BEGIN RECORDS
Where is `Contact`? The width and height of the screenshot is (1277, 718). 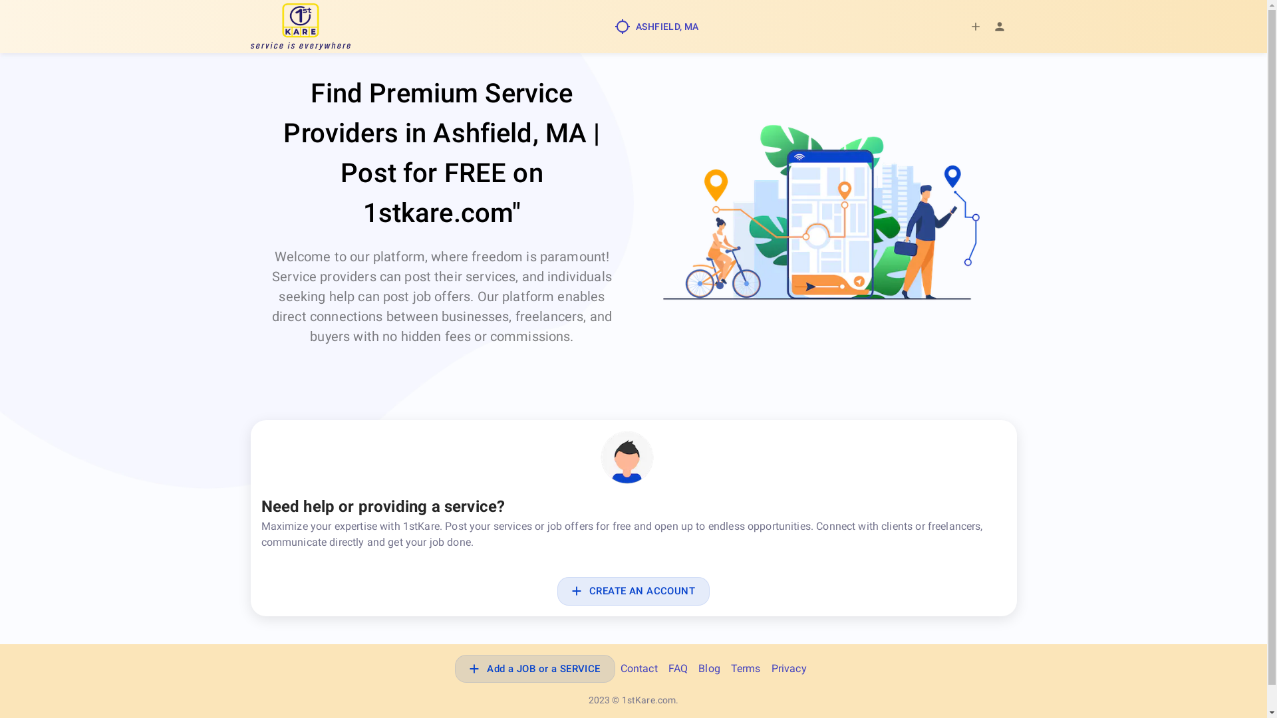
Contact is located at coordinates (639, 669).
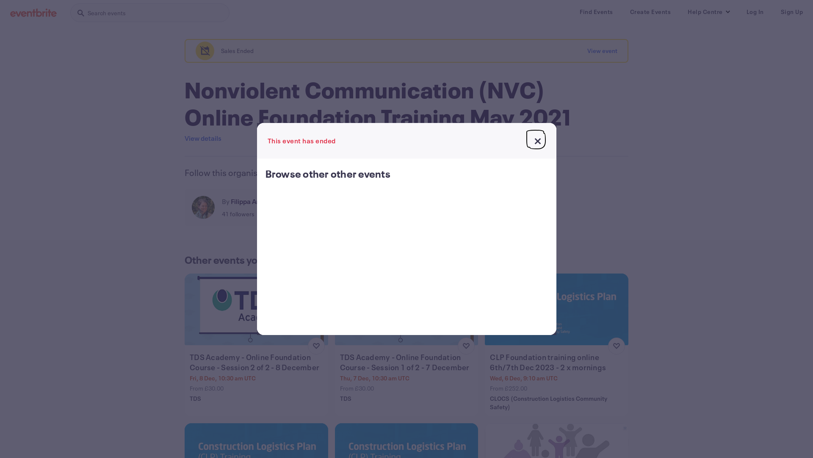 This screenshot has height=458, width=813. I want to click on Sign Up, so click(792, 12).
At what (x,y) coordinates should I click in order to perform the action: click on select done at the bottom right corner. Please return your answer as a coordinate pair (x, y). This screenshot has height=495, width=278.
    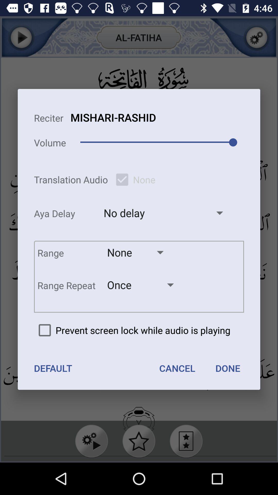
    Looking at the image, I should click on (228, 368).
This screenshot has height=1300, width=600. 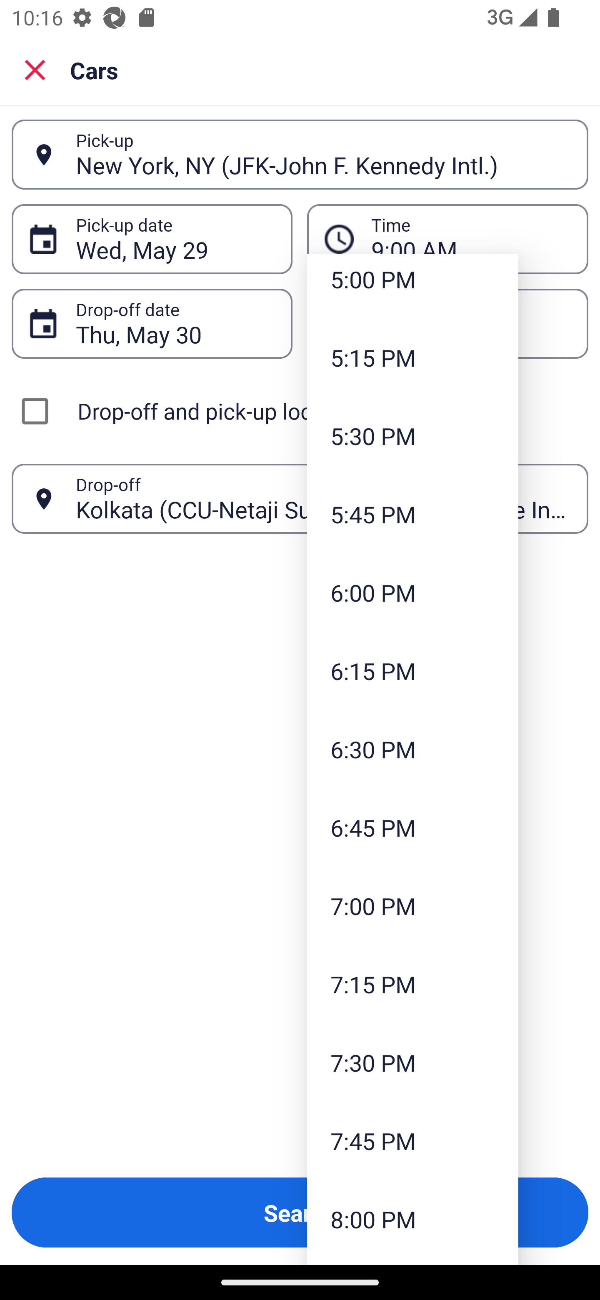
END RECORDS
*PROBLEM STATEMENT*: Please restate the entries word for word, with all pictures left out.

*ANSWER TO THE EXERCISE*:
Where is `Contact`? The width and height of the screenshot is (1277, 718). 
Contact is located at coordinates (639, 669).
 This screenshot has height=458, width=813. I want to click on Sign Up, so click(792, 12).
At what (x,y) coordinates should I click in order to perform the action: click on select done at the bottom right corner. Please return your answer as a coordinate pair (x, y). This screenshot has height=495, width=278.
    Looking at the image, I should click on (228, 368).
This screenshot has height=1300, width=600. 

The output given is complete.